Every Saturday, I would read poetry to Edna Whitman Chittick. This weekly ritual was the best part of both our weeks for most of a three-year period. When her last illness was upon her, she forced her breath through an excess of water in her lungs, trying to make it through a few days until Saturday. She did, dying a few minutes after I left her room.
[Author's Note] Asking these questions because you genuinely care about the answers may lead you to much more that is worth knowing. The more heartfelt your interest in what someone has to say, the better the responses you will receive. If you happen to come across a gem not already contained in these pages, I'd love to hear it. Please feel free to send me a summary by old-fashioned mail.
Colorful and enlightening vignettes about life by everyday people in their seventies, eighties, and nineties.
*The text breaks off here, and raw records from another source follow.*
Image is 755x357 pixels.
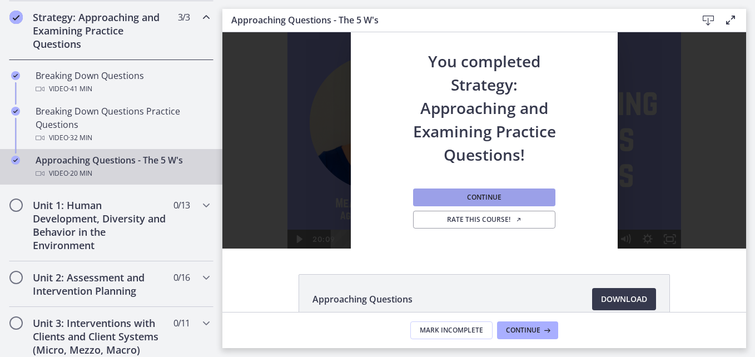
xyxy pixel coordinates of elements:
div: Video [36,82,209,96]
span: 0 / 11 [173,316,190,330]
span: 0 / 13 [173,198,190,212]
div: Playbar [117,202,386,221]
span: 0 / 16 [173,271,190,284]
i: Completed [11,156,20,165]
span: Approaching Questions [312,292,412,306]
button: Mark Incomplete [410,321,493,339]
button: Continue [413,188,555,206]
button: Mute [392,202,414,221]
i: Opens in a new window [515,216,522,223]
button: Continue [497,321,558,339]
button: Fullscreen [436,202,459,221]
div: Video [36,167,209,180]
i: Completed [11,71,20,80]
button: Play Video [65,202,87,221]
h2: Unit 2: Assessment and Intervention Planning [33,271,168,297]
span: Continue [467,193,501,202]
span: Mark Incomplete [420,326,483,335]
div: Approaching Questions - The 5 W's [36,153,209,180]
span: · 41 min [68,82,92,96]
span: · 20 min [68,167,92,180]
h3: Approaching Questions - The 5 W's [231,13,679,27]
h2: Strategy: Approaching and Examining Practice Questions [33,11,168,51]
i: Completed [9,11,23,24]
div: Video [36,131,209,145]
span: Continue [506,326,540,335]
div: Breaking Down Questions [36,69,209,96]
a: Rate this course! Opens in a new window [413,211,555,228]
span: Download [601,292,647,306]
h2: Unit 1: Human Development, Diversity and Behavior in the Environment [33,198,168,252]
a: Download [592,288,656,310]
i: Completed [11,107,20,116]
span: 3 / 3 [178,11,190,24]
button: Play Video: cbe1e5mtov91j64ibqeg.mp4 [227,79,296,123]
h2: Unit 3: Interventions with Clients and Client Systems (Micro, Mezzo, Macro) [33,316,168,356]
button: Show settings menu [414,202,436,221]
span: · 32 min [68,131,92,145]
h2: You completed Strategy: Approaching and Examining Practice Questions! [411,27,558,166]
div: Breaking Down Questions Practice Questions [36,105,209,145]
span: Rate this course! [447,215,522,224]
When social worker Wendy Lustbader was asked to take down the histories of residents in a retirement community, she discovered that "the man with Alzheimer's in room 410" was actually ninety-six-year-old Ole Harlen, a former concert pianist. "The woman who people-watches in the lobby" was really Lila Lane, who eloped to Tijuana with her sweetheart at age sixteen, and who at age seventy-five bemoaned the fact that she could no longer wear high heels. Lustbader gathered these stories and more into What's Worth Knowing, a compilation of unforgettable first-person testimonials on love, truth, grief, faith, and fulfillment by people in their seventies, eighties, and nineties. Israel Grosskoff, for example, describes learning about trust while hiding from the Nazis during World War II. Giuseppe Maestriami passes on child-rearing lessons he discovered through growing prize-winning tomatoes. And Arsene St. Amand talks about the importance of making time for love-which he found for the first time only six months before his death. In What's Worth Knowing, readers can spend time with Ole, Lila, Israel, Giuseppe, and Arsene-and a hundred others, whose wisdom matters all the more because of the way they've acquired it.